Letting Go Is Part of Leading

Instead of clinging to every decision or checking in “just to make sure,” time off is the moment to delegate with intention and give the team real space to operate. Not as a stress test. Not as emergency coverage. But as a natural extension of how healthy creative teams grow.

Micromanaging from afar undercuts the entire point. Delegation, paired with trust and preparation, signals confidence, and that confidence creates room for people to step up, stretch into new responsibilities, and make decisions without waiting for permission.

Somewhere along the way, leaders started proudly announcing, “I’ll be out, but reachable.” When did that become a badge of honor? Taking time off should mean exactly that … time off. Not quietly monitoring Slack from a beach chair or answering emails between family dinners. While deadlines do happen and flexibility is sometimes necessary, constant availability shouldn’t be the expectation, especially from creative leaders who set the tone for everyone else.

When time off is treated as a normal rhythm instead of a siren call, something shifts. The question stops being “How do we survive while they’re gone?” and becomes “What’s possible when responsibility is shared?” The team adapts. People take ownership. Processes get exercised. Leadership potential surfaces in real time.

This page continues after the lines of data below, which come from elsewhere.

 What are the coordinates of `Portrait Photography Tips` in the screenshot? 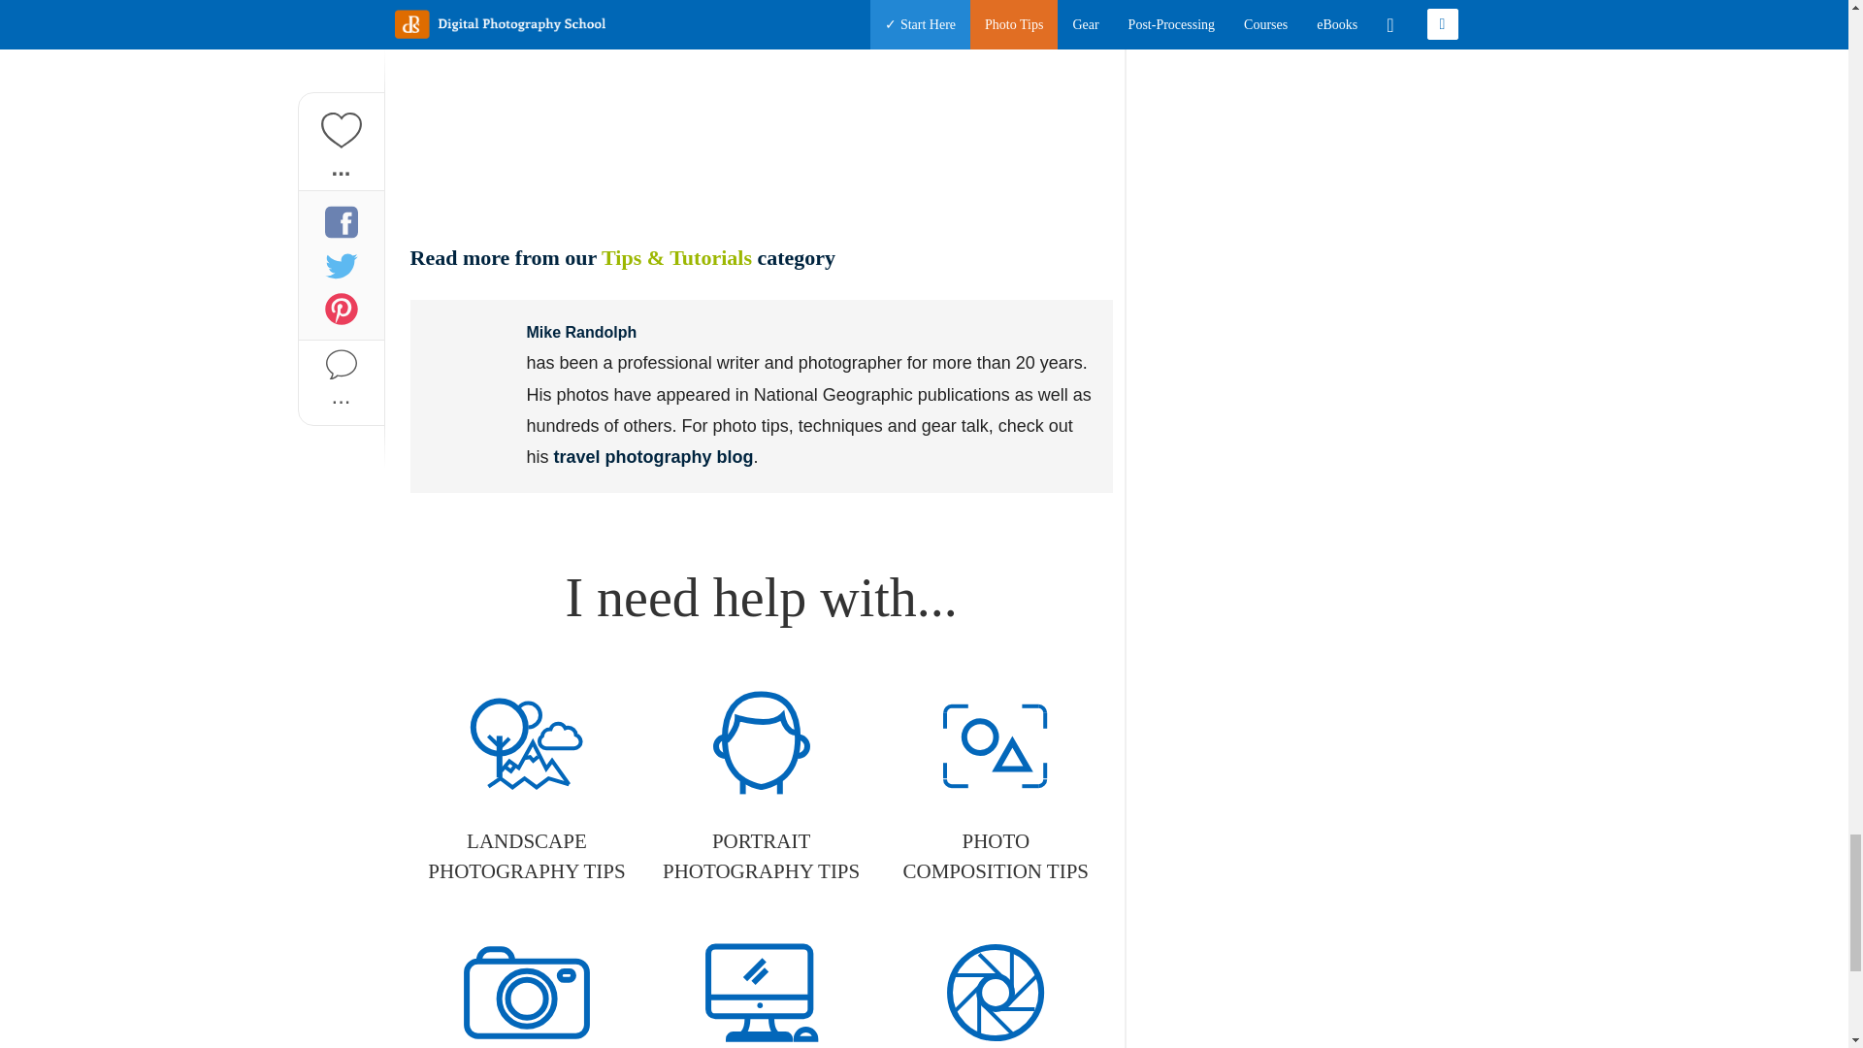 It's located at (761, 787).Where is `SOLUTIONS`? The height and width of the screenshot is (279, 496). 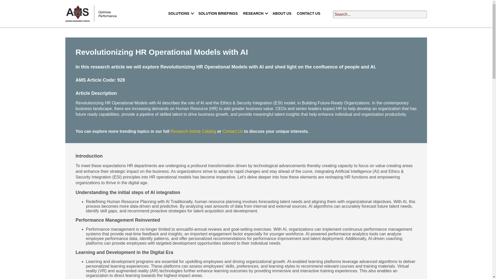
SOLUTIONS is located at coordinates (180, 13).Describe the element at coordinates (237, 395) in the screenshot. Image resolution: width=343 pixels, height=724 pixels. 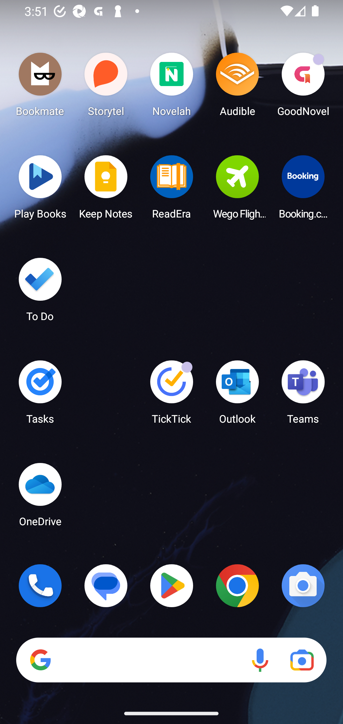
I see `Outlook` at that location.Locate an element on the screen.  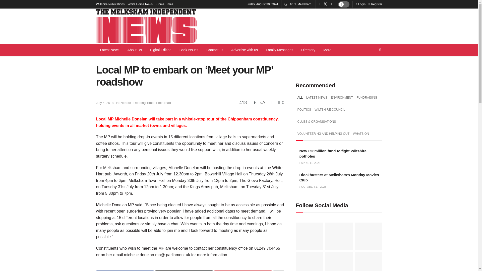
Advertise with us is located at coordinates (244, 50).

Handled well, leave benefits everyone. The person taking time off can truly disconnect. The team builds confidence by doing meaningful work (not just keeping the lights on). And leaders return with clearer insight into where their team is strong, where it needs support, and who’s ready for what’s next.


And when the team isn’t fully there yet, temporary or project-based creative support can bridge the gap without burning people out or committing to long-term headcount. The right person can step in, keep quality high, and give teams the space to operate while they build toward something more resilient. At Artisan Talent, we help leaders bring in experienced freelance and project-based creatives who move quickly, protect the team, and keep the work moving without long-term commitments.